The latest addition to the University of Winnipeg bookshelf is one many readers will want to devour.
mmm…Manitoba: The Stories Behind the Foods We Eat by Kimberley Moore and Janis Thiessen is available now from University of Manitoba Press. A free excerpt is also available online.
Copies will also be available at a book launch event this Wednesday, April 17 at 7:00 p.m. at the Manitoba Museum (190 Rupert Avenue). Moore and Thiessen will be on hand for a reading and signing.
One of our goals for the book—and for the Manitoba Food History Project as a whole—was to add to the understanding of what ‘food production’ means.
Kimberley Moore and Janis Thiessen
mmm…Manitoba offers readers an irresistible blend of stories, recipes, maps, archival records, biographies, and photographs that showcase the province’s diverse food histories. Chapters cover food security and regulation, Indigenous foodways and agriculture, capitalism’s impact on the agri-food industry, and the networks between food producers and retailers. The book also explores the roles of gender, ethnicity, migration, and colonialism in Manitoba’s food history.
Moore, Adjunct Professor and Programming and Collections Specialist at UWinnipeg’s Oral History Centre, and Thiessen, Professor in the Department of History, logged many miles in the Manitoba Food History Truck to compile the interviews and recipes sandwiched between the covers of mmm…Manitoba.
The COVID-19 pandemic provided them with an opportunity to sift through and reflect on the stories and recipes they had collected and compile them into a book that will broaden readers’ assumptions about food in the Keystone Province.
“As a prairie province, there is a tendency to associate food history here with agriculture, and the deeply engrained perception of Manitoba as Canada’s ‘breadbasket,’” Moore and Thiessen said. “One of our goals for the book—and for the Manitoba Food History Project as a whole—was to add to the understanding of what ‘food production’ means. So, we explored food production in contexts like Indigenous farming practices past and present, in households and communities, and in industries beyond farming like the restaurant industry, and cottage industries such as perogy-making.”
One of their guiding principles is that “food has a social life.”
“Often, what we enjoy about certain foods, and what they mean to us, extends beyond our personal lives and preferences,” Moore and Thiessen said. “For example, the reason we love Fat Boys, or feel nostalgia and comfort in restaurants like Kelekis’ or Salisbury House, isn’t just because we as individuals like to eat a particular food from a particular place. Elements of community, identity, and belonging are found in restaurant booths, and gained along with the perogies we buy from our local perogy ladies or at fundraisers.”
The book is just one outcome of the multi-year, SSHRC-funded Manitoba Food History Project, whose goal is to produce a comprehensive history of food manufacturing, production, retailing, and consumption in Manitoba from 1870 to the present.
QR codes embedded in the book connect readers to other aspects of the Manitoba Food History Project, the most visible aspect of which is the award-winning Manitoba Food History Truck, which hit the road in 2018.
Manitobans from across the province stepped aboard the mobile research station to share family recipes, favourite dishes, fond memories, and personal stories, now archived at the Oral History Centre, that inform understandings of the history of Manitoba. Many have been produced as podcasts, soundscapes, ArcGIS story maps, and more.
The trips left the authors with many memories of their own. Moore recalled a 2019 rainstorm that forced her, Thiessen, and collaborator Kent Davies to take cover in the truck’s cab, only to discover the roof had a leak.
Thiessen recalled taking the train to Churchill and observing the important role the train plays in northern Manitoba communities.
“I will never forget the regret (and hunger) I felt when I realized that regular travellers knew when to phone Thompson to order their pizzas delivered by taxi to the train station,” she said. “The smell of those pizzas as we continued on to Winnipeg was so amazing!”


§ **TASK**
Filter the data below for the string "direction" and copy each matching line.

------------------------------------------------------------

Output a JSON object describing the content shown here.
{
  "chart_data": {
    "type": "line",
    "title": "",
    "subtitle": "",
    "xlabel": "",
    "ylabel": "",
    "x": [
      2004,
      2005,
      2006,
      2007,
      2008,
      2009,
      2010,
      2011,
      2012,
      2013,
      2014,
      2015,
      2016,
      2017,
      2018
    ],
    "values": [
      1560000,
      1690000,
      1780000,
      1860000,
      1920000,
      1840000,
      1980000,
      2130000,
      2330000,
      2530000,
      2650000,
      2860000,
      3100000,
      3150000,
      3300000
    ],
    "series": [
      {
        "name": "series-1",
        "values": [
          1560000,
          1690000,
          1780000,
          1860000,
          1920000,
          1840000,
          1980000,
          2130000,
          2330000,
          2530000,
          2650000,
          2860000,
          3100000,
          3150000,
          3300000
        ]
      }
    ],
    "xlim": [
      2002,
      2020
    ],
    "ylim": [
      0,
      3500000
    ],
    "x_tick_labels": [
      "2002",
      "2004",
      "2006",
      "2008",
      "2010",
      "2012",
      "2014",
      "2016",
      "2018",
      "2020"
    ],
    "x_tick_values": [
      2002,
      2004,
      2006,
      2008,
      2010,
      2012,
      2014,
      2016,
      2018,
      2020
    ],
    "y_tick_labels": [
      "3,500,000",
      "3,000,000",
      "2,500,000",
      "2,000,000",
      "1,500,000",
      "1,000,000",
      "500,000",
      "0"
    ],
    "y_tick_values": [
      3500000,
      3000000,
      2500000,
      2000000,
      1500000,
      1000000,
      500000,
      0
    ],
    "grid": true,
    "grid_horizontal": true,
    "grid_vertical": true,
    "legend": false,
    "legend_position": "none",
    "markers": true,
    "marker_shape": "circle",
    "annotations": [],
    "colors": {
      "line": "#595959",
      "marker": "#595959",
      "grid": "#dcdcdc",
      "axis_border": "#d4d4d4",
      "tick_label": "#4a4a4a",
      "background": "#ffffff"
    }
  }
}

------------------------------------------------------------

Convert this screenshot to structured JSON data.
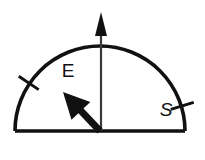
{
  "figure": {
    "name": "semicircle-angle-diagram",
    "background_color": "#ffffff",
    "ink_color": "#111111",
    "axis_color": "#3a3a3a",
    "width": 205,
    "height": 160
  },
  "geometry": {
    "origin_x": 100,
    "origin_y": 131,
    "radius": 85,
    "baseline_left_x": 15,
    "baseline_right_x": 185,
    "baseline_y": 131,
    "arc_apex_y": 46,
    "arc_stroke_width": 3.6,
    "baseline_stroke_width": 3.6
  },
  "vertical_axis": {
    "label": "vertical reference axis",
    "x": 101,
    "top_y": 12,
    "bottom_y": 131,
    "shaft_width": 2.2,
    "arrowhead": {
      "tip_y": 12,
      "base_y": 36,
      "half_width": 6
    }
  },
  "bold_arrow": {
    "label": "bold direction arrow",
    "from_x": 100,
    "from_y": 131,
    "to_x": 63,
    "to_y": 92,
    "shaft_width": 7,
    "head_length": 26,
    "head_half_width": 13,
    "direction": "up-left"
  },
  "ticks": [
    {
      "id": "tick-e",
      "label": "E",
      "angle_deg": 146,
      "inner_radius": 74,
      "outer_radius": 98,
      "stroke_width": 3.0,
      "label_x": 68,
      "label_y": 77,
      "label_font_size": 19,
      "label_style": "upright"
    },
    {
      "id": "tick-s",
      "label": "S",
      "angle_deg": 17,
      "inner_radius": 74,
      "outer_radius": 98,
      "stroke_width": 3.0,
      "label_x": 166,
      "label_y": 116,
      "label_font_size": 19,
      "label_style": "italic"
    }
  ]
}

------------------------------------------------------------

§ **RESULT**
    "label": "bold direction arrow",
    "direction": "up-left"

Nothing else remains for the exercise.